Why Salesforce May Buy Slack

Bigfishlittle

By: Mary Jander


[Ed. note: On December 1, Salesforce confirmed its plan to acquire Slack for $27.7 billion.]

Salesforce.com Inc. (CRM) is expected to announce plans to buy messaging company Slack Technologies Inc. (WORK) during its quarterly earnings presentation after market close Tuesday, December 1.

If it materializes, the deal could be a direct punch at archrival Microsoft (MSFT), which in 2016 was rumored to have abandoned its own bid for Slack. Since then, Microsoft has thrown a lot of marketing muscle behind its Teams software for remote workgroup messaging, which competes directly with Slack’s own workgroup communications platform.

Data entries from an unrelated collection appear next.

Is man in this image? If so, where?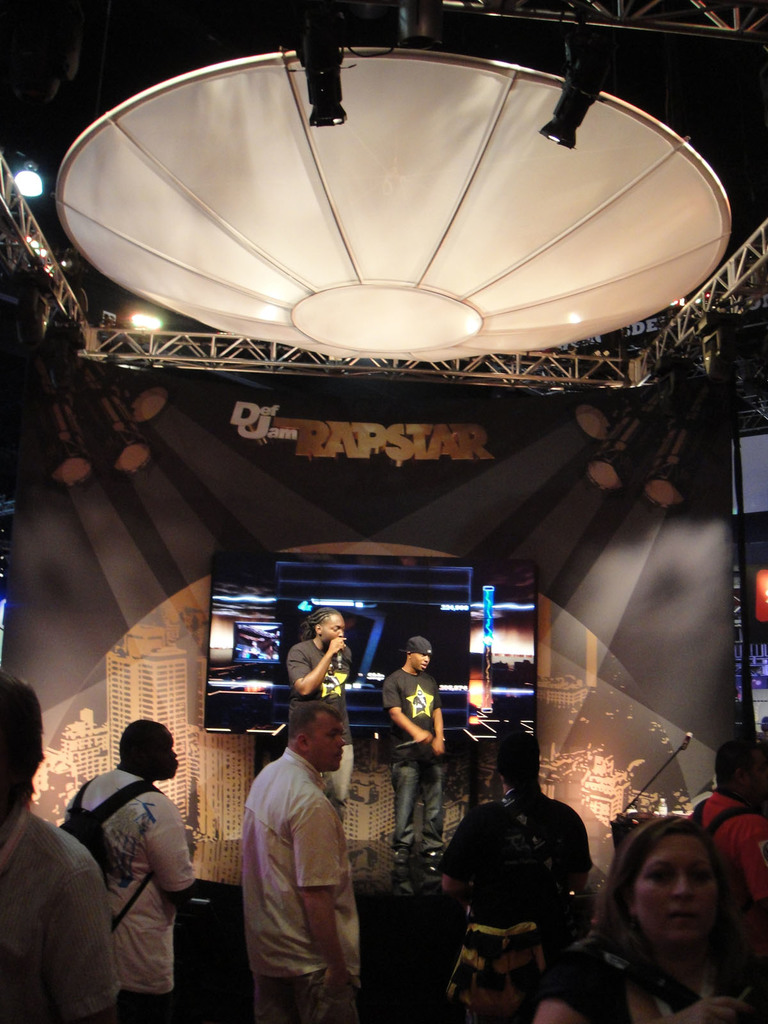
Yes, at 230:668:375:1023.
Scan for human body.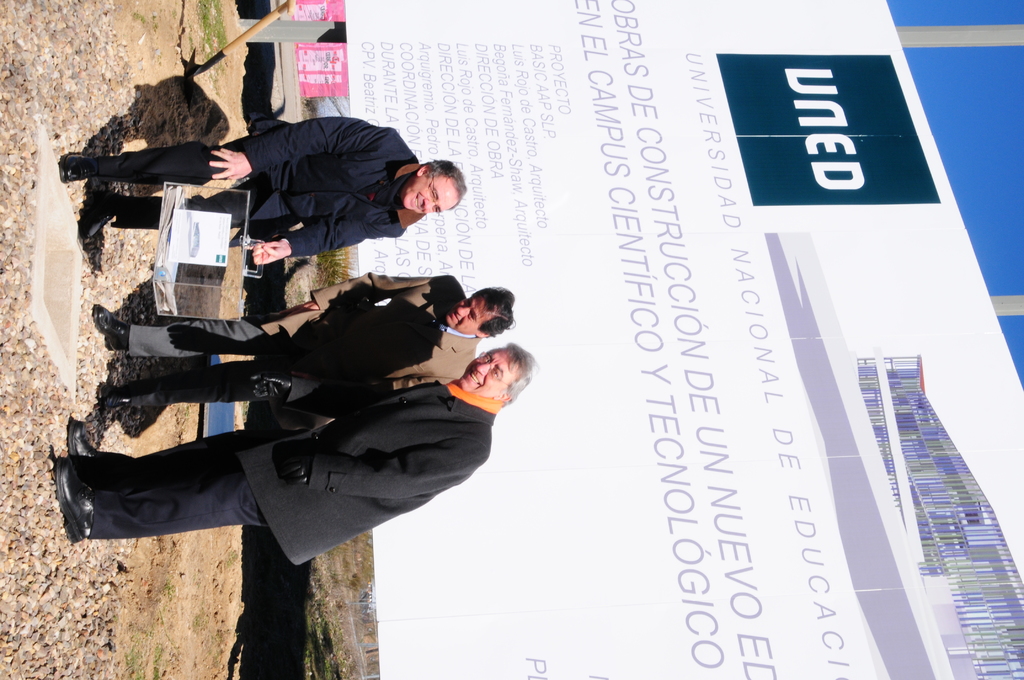
Scan result: (x1=90, y1=266, x2=516, y2=413).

And tension between the two firms has escalated.

Last July, Slack filed a complaint to the European Commission, stating that Redmond acted anti-competitively by bundling Teams with Office 365. In a prepared statement about the complaint, David Schellhase, General Counsel at Slack, delivered the following scathing evaluation:

“Microsoft is reverting to past behavior. They created a weak, copycat product and tied it to their dominant Office product, force installing it and blocking its removal, a carbon copy of their illegal behavior during the ‘browser wars.’ Slack is asking the European Commission to take swift action to ensure Microsoft cannot continue to illegally leverage its power from one market to another by bundling or tying products.”

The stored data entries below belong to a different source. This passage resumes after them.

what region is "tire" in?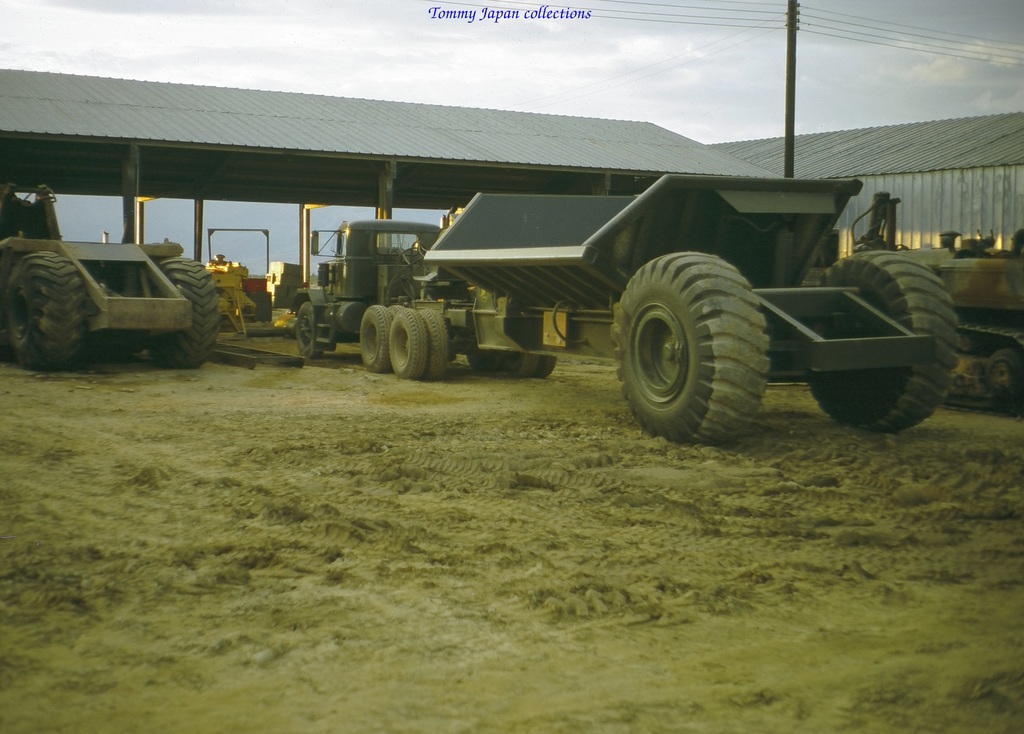
(x1=419, y1=307, x2=447, y2=382).
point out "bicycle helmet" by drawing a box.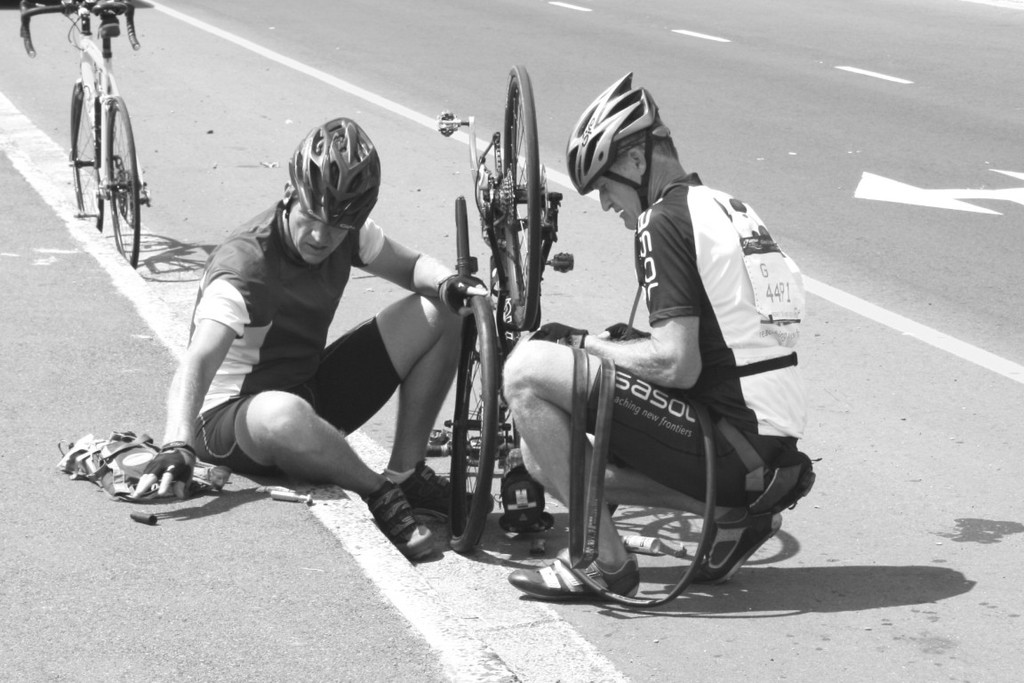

So far, the EU hasn’t taken any reported action against Microsoft, which defended its position by stating that the COVID-19 pandemic dramatically raised demand for remote collaboration software, and poking at what it called Slack’s lack of video conferencing:

“We created Teams to combine the ability to collaborate with the ability to connect via video, because that’s what people want. With COVID-19, the market has embraced Teams in record numbers while Slack suffered from its absence of video-conferencing….”

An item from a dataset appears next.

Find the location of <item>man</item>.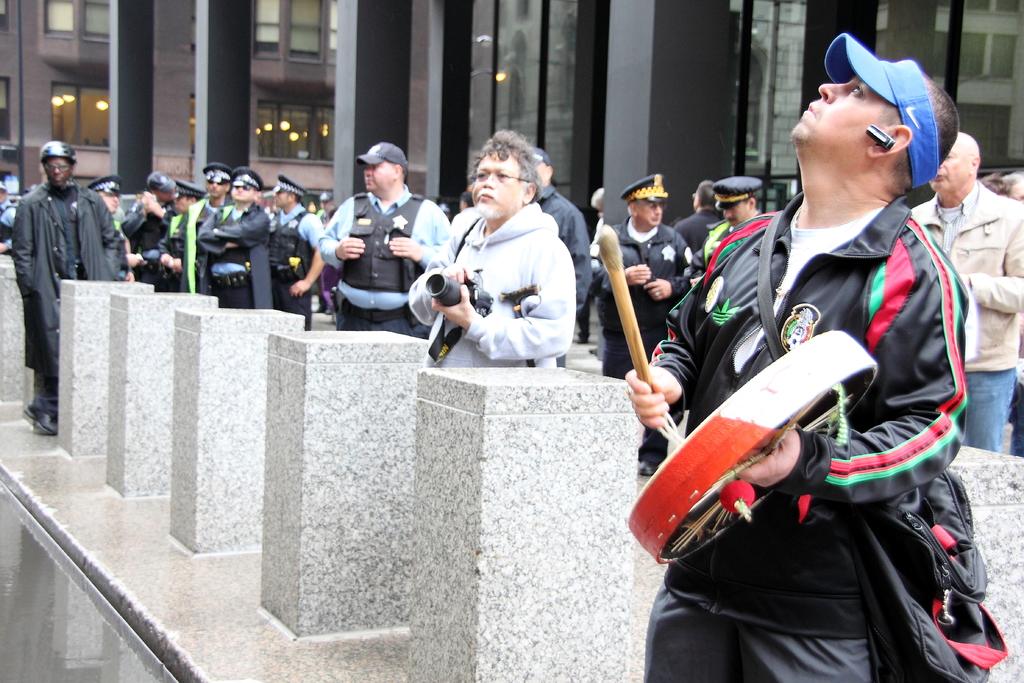
Location: <region>4, 131, 102, 407</region>.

Microsoft’s statement about Slack's video conferencing is inaccurate. But it reflects claims that Slack’s video capabilities aren’t as strong as those in Teams, Zoom, or Google’s G Suite. In the end, it seems Slack’s complaint basically led to ongoing comparisons with Teams, with Slack coming out stronger in some areas but unable to exceed Microsoft in sales.

Salesforce to the Rescue?

If Salesforce buys Slack, it could mean a far rosier future for Slack than butting heads with the likes of Microsoft, Google, and Zoom, each of which is in a position to outsell Slack, even if their products fall short in key areas. Investors seem to agree: Once the potential for a Salesforce takeover came to light in a Wall Street Journal report last week, Slack’s market cap rose from about $17 billion on November 25 to nearly $25 billion by November 30.

The news had the opposite effect on Salesforce shares, which were trading at $242.13 (−5.50, 2.22%) on the afternoon of November 30. Investors seem worried about Salesforce swallowing such a large transaction. Perhaps they are also concerned about how Slack for Salesforce collaboration would compete against Oracle Corp.’s (ORCL) close relationship with Zoom.

These complaints are an old chestnut for Salesforce, which has a long-running habit of aggressive M&A — and an equally long record of side-stepping analyst crowing about it. The company made at least nine acquisitions over the last two years, culminating in the purchase of Vlocity for $1.33 billion early in 2020. With Dragoneer Investment Group, Salesforce also led the $479 million Series G funding round for Snowflake, which preceded the data warehousing startup’s IPO in September 2020.

While Salesforce knocked it out of the park on its last quarterly report in August 2020, analysts applauded the company’s ability to digest its acquisitions so far, but questioned whether Salesforce’s chronic M&A habit was winding down. And here’s how CEO Marc Benioff replied on the earnings call:

“[W]e’re not in a good M&A environment. I just don't see it. Maybe things could change. Of course, things always are changing…. But I think this isn't part of our plan right now.”

Apparently, change is in the air. If Salesforce buys Slack, it is rumored to be ready to pay a premium in cash and stock for that privilege. How the move actually will pan out in a growing market will be, at the very least, exciting to watch.